* Your task *
Though the entries hold pictures, only their text should be duplicated, exactly and in full.

* Provided entries *

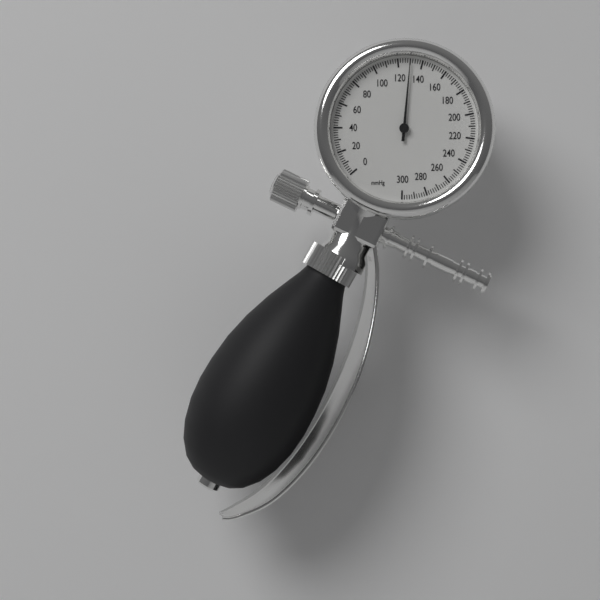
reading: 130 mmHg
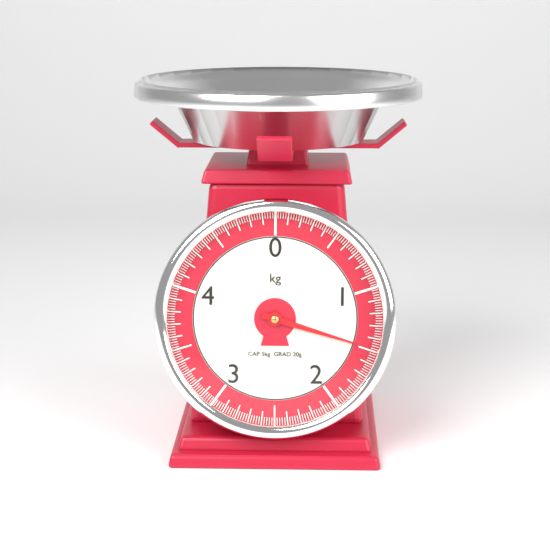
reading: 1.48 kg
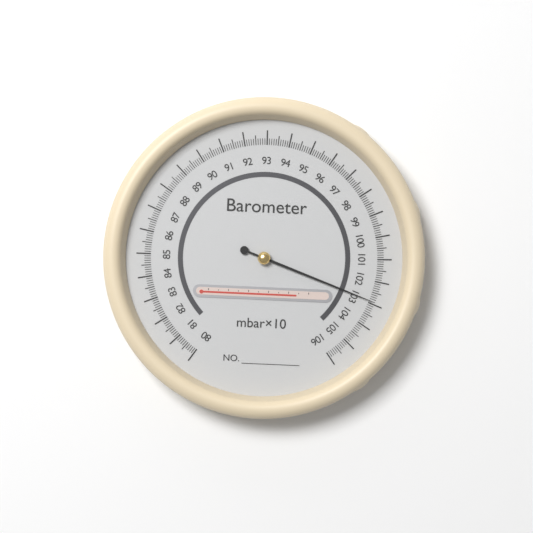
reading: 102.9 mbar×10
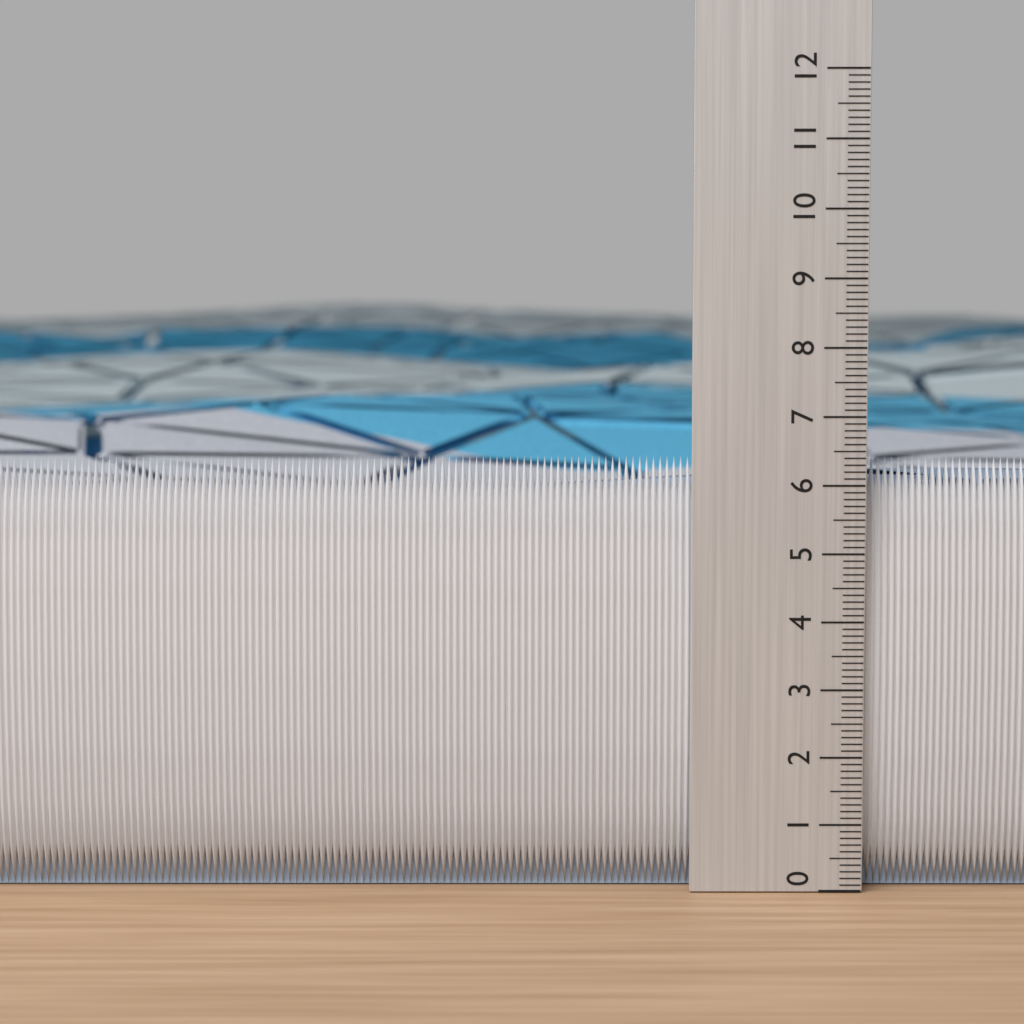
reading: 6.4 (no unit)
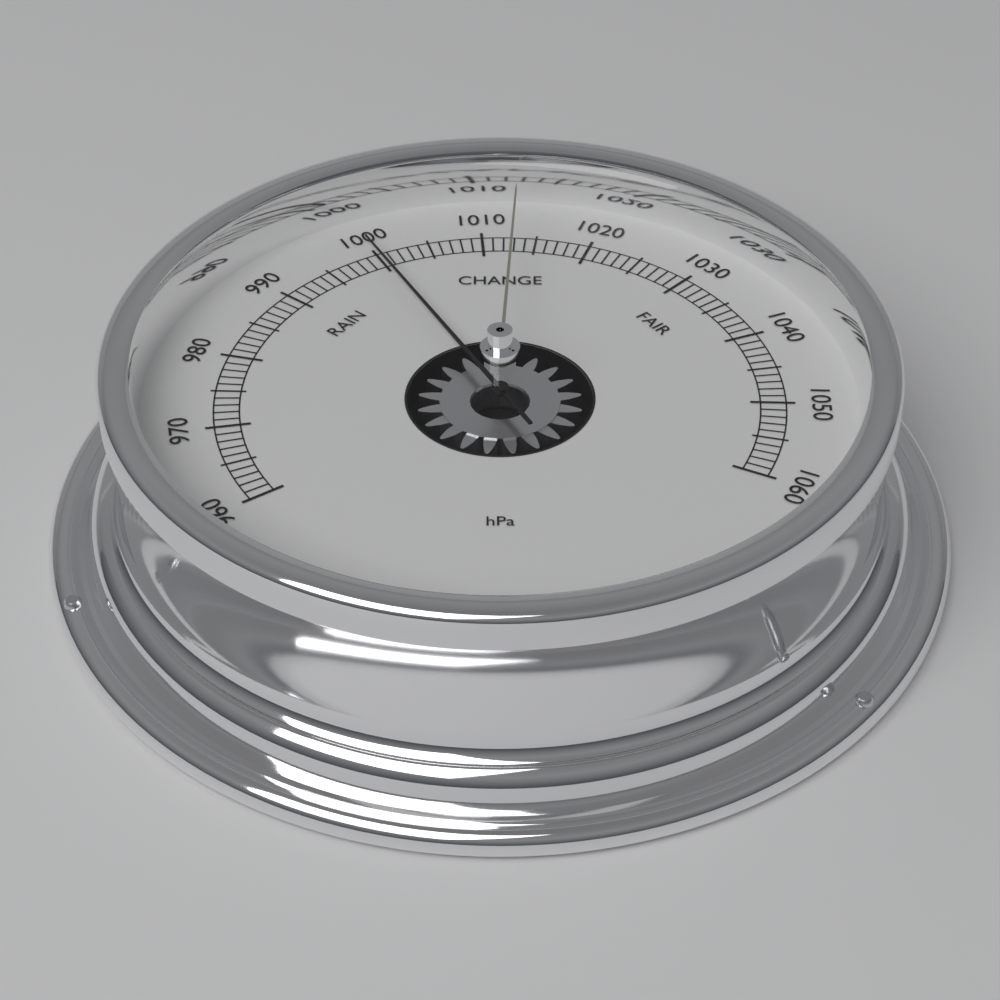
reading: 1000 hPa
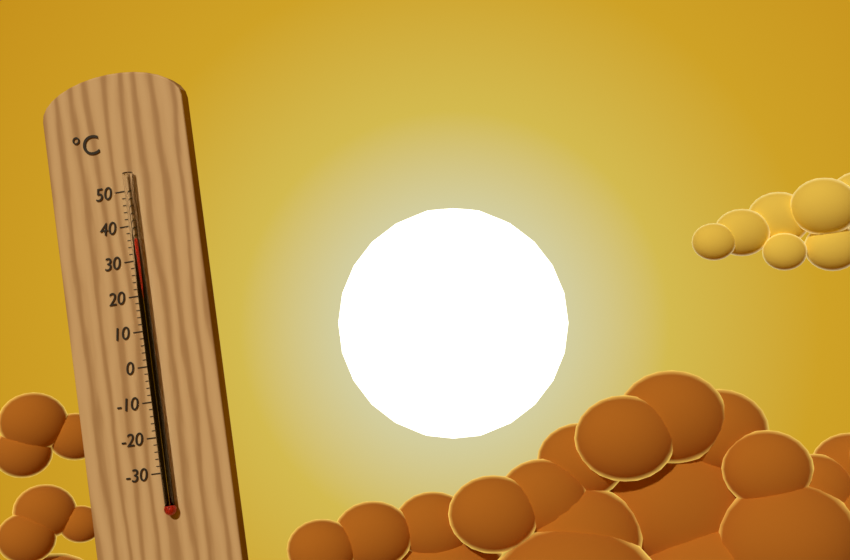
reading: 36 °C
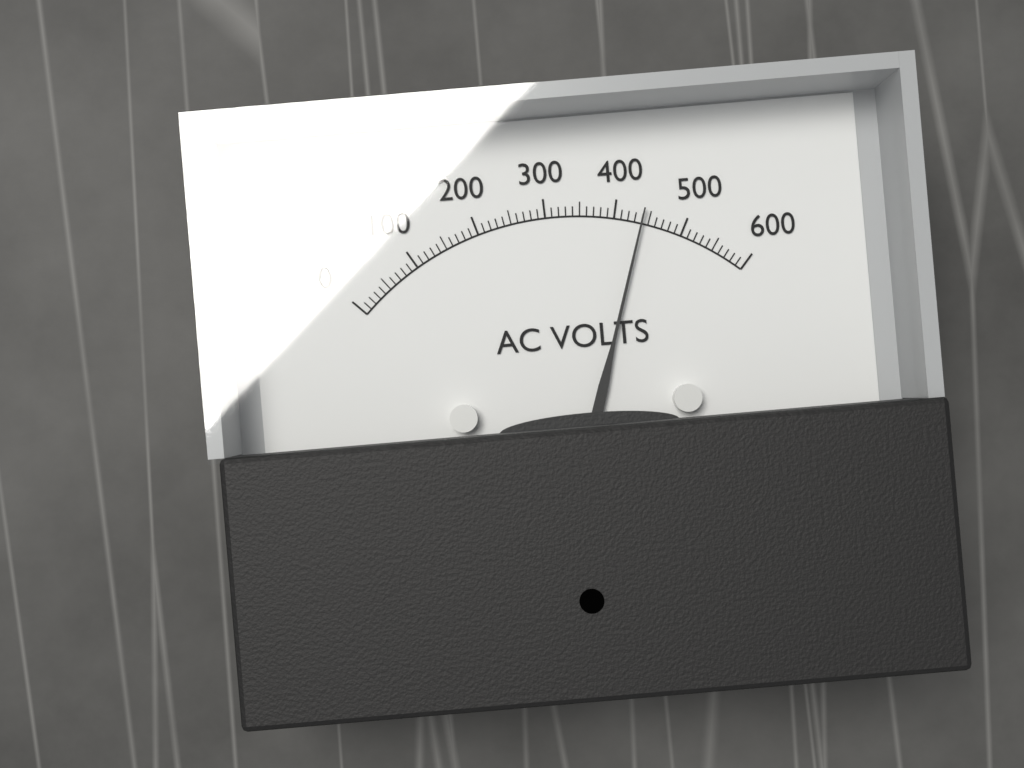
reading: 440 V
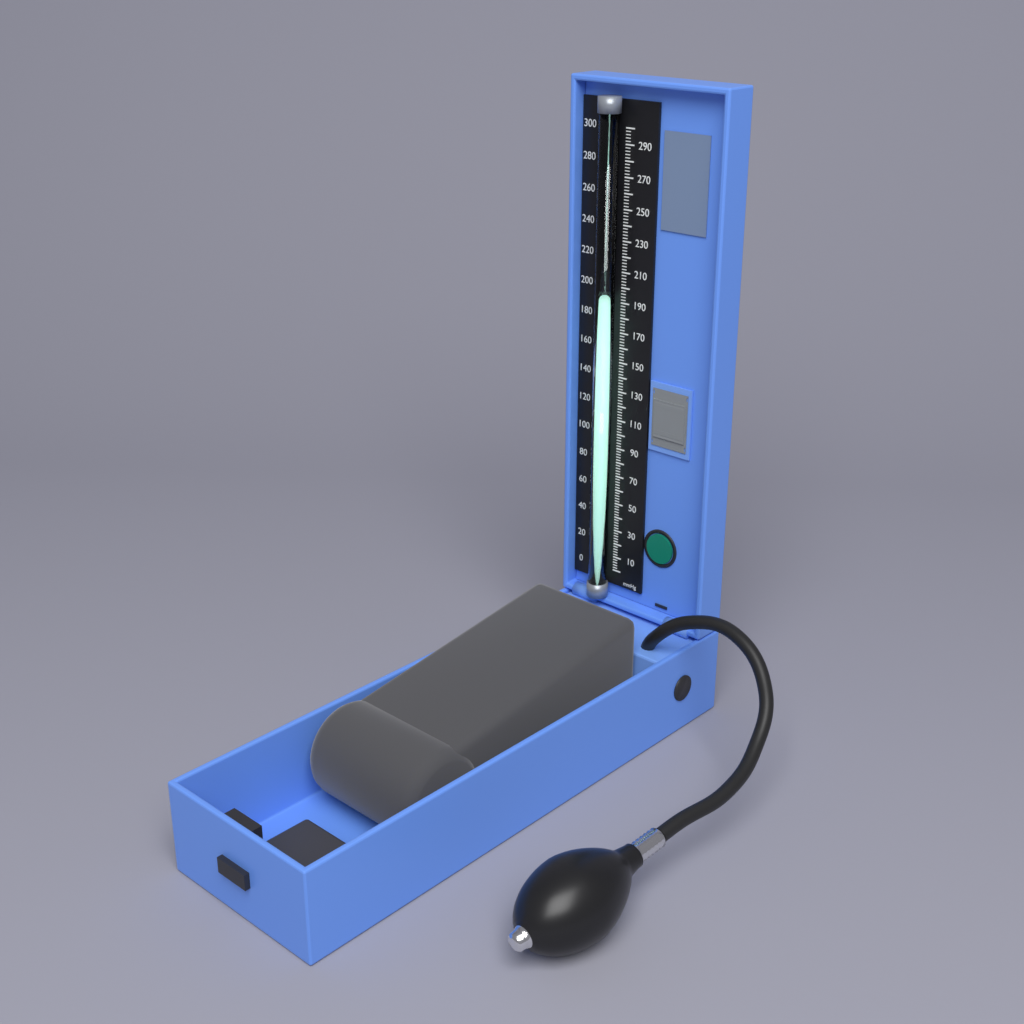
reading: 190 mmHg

* Task solution *
reading: 130 mmHg
reading: 1.48 kg
reading: 102.9 mbar×10
reading: 6.4 (no unit)
reading: 1000 hPa
reading: 36 °C
reading: 440 V
reading: 190 mmHg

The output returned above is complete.